More than 4,000 people from 50 countries have signed his online petition against the plan.

Jean-Louis Butré, head of the Federation Environnement Durable, an ecology group, said the wind farms would also scupper a five-year old drive to have the D-Day landing beaches recognized as a Unesco world heritage site.

The government claims the project, along with the other sites - two off the north Norman coast and two off the Breton coast - will generate as much electricity as two nuclear power stations, create at least 10,000 jobs and boost the local economy. The turbines will be so far away that they will be no bigger than "matchsticks" to the naked eye from the beaches, it insists.

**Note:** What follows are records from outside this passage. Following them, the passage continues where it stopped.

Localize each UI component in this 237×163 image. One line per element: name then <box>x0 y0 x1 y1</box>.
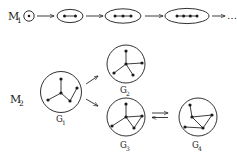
graph-G4-edge-mid-right <box>192 115 212 117</box>
graph-G2-node-bottom <box>131 73 134 76</box>
equilibrium-arrow <box>152 113 168 118</box>
graph-G4-edge-bottom-right <box>203 115 212 128</box>
stage-3-node-3 <box>130 15 133 18</box>
stage-2-node-1 <box>63 15 66 18</box>
graph-G3-node-bottom <box>132 126 135 129</box>
graph-G1-node-center <box>59 91 62 94</box>
row-M1-label-subscript: 1 <box>17 16 22 25</box>
graph-G3-node-center <box>124 115 127 118</box>
graph-G1-edge-rightlow-right <box>70 88 77 101</box>
graph-G2-edge-center-leftlow <box>114 64 126 73</box>
stage-1-node-1 <box>28 15 31 18</box>
stage-2 <box>57 9 83 22</box>
graph-G3-edge-center-rightlow <box>126 117 134 128</box>
graph-G4-label-subscript: 4 <box>198 145 202 152</box>
graph-G4-node-top <box>188 103 191 106</box>
graph-G2-node-left <box>112 71 115 74</box>
figure-canvas: M 1 <box>0 0 237 163</box>
graph-G4-edge-mid-bottom <box>192 117 203 128</box>
graph-G1-node-left <box>46 98 49 101</box>
graph-G3-node-top <box>124 102 127 105</box>
graph-G3-edge-center-right <box>126 116 142 117</box>
graph-G4: G 4 <box>179 98 217 152</box>
graph-G2-node-right <box>140 61 143 64</box>
graph-G4-edge-top-mid <box>190 105 192 117</box>
graph-G3-node-left <box>110 124 113 127</box>
graph-G3-edge-center-leftlow <box>112 117 126 126</box>
graph-G2-node-center <box>124 62 127 65</box>
graph-G2-node-top <box>124 49 127 52</box>
graph-G4-node-right <box>210 113 213 116</box>
graph-sequence-diagram: M 1 <box>0 0 237 163</box>
branch-arrow-lower <box>86 99 98 106</box>
graph-G2-edge-center-rightlow <box>126 64 133 75</box>
graph-G4-node-bottom <box>201 126 204 129</box>
graph-G4-node-center <box>190 115 193 118</box>
graph-G2-edge-center-right <box>126 63 142 64</box>
stage-4-node-1 <box>176 15 179 18</box>
graph-G1-node-top <box>59 77 62 80</box>
graph-G3-edge-bottom-right <box>134 116 142 128</box>
graph-G4-edge-bottom-left <box>185 127 203 128</box>
stage-3-node-2 <box>122 15 125 18</box>
stage-4-node-3 <box>189 15 192 18</box>
stage-3-node-1 <box>114 15 117 18</box>
stage-2-node-2 <box>74 15 77 18</box>
stage-4 <box>165 8 209 23</box>
graph-G1-edge-center-rightlow <box>61 93 70 101</box>
graph-G2: G 2 <box>107 45 145 97</box>
graph-G1-label-subscript: 1 <box>62 119 66 126</box>
graph-G2-label-subscript: 2 <box>126 90 130 97</box>
stage-1 <box>24 11 34 21</box>
row-M1: M 1 <box>8 8 237 25</box>
stage-3 <box>105 9 141 23</box>
stage-4-node-4 <box>196 15 199 18</box>
row-M1-ellipsis: … <box>227 10 237 21</box>
graph-G4-node-left <box>183 125 186 128</box>
row-M2-label-subscript: 2 <box>19 99 24 108</box>
graph-G1-node-right <box>75 86 78 89</box>
stage-4-node-2 <box>182 15 185 18</box>
row-M2: M 2 G 1 <box>10 45 217 152</box>
graph-G4-outline <box>179 98 217 136</box>
graph-G3-label-subscript: 3 <box>126 145 130 152</box>
graph-G1-edge-center-leftlow <box>48 93 61 100</box>
graph-G1-node-bottom <box>68 99 71 102</box>
graph-G3: G 3 <box>107 98 145 152</box>
graph-G3-node-right <box>140 114 143 117</box>
graph-G1: G 1 <box>41 72 82 126</box>
branch-arrow-upper <box>86 76 98 84</box>
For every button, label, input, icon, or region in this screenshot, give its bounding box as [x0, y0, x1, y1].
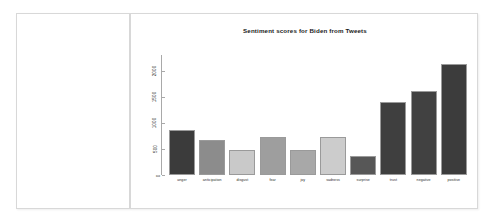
plot-area: 0500100015002000 angeranticipationdisgus… — [161, 42, 473, 176]
bar-negative — [411, 91, 437, 175]
bar-sadness — [320, 137, 346, 175]
bar-surprise — [350, 156, 376, 175]
y-tick-0: 0 — [162, 175, 165, 176]
left-blank-panel — [16, 13, 130, 209]
bar-positive — [441, 64, 467, 175]
bar-trust — [380, 102, 406, 175]
x-tick-label-surprise: surprise — [357, 178, 370, 182]
bar-series: angeranticipationdisgustfearjoysadnesssu… — [165, 42, 473, 175]
y-tick-label: 1000 — [152, 118, 157, 129]
y-tick-label: 1500 — [152, 92, 157, 103]
y-axis-line — [161, 55, 162, 175]
x-tick-label-anticipation: anticipation — [203, 178, 222, 182]
bar-chart: Sentiment scores for Biden from Tweets 0… — [131, 14, 479, 210]
x-tick-label-disgust: disgust — [237, 178, 249, 182]
y-tick-label: 0 — [156, 174, 161, 177]
bar-anger — [169, 130, 195, 175]
x-tick-label-positive: positive — [448, 178, 461, 182]
x-tick-label-anger: anger — [177, 178, 186, 182]
y-tick-label: 500 — [154, 145, 159, 153]
bar-fear — [260, 137, 286, 175]
bar-joy — [290, 150, 316, 175]
bar-disgust — [229, 150, 255, 175]
chart-panel: Sentiment scores for Biden from Tweets 0… — [130, 13, 478, 209]
x-tick-label-sadness: sadness — [326, 178, 340, 182]
x-tick-label-trust: trust — [390, 178, 397, 182]
chart-title: Sentiment scores for Biden from Tweets — [131, 27, 479, 34]
x-tick-label-fear: fear — [269, 178, 275, 182]
screenshot-root: Sentiment scores for Biden from Tweets 0… — [0, 0, 494, 220]
y-tick-label: 2000 — [152, 66, 157, 77]
bar-anticipation — [199, 140, 225, 175]
x-tick-label-joy: joy — [300, 178, 305, 182]
x-tick-label-negative: negative — [417, 178, 431, 182]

Most local politicians have welcomed the plan.

"The transition to the 21st century by making the most of huge unexploited wind power off our coasts is not an insult to yesterday's warriors," said Mickaël Marie, president of the Europe Ecologie group at the lower Normandy regional council.

"Better to have a big project in the sea whose visual impact from the coast will be almost nil for places of remembrance than lots of little wind farm projects on land," said Thierry Masson, general director in charge of environmental at the regional council.

Mr Butré said that his group would "intensify" its opposition.

"I even had one RAF pilot say that he was prepared to bomb the windmills if they went ahead with the plan. I think he was joking," he said.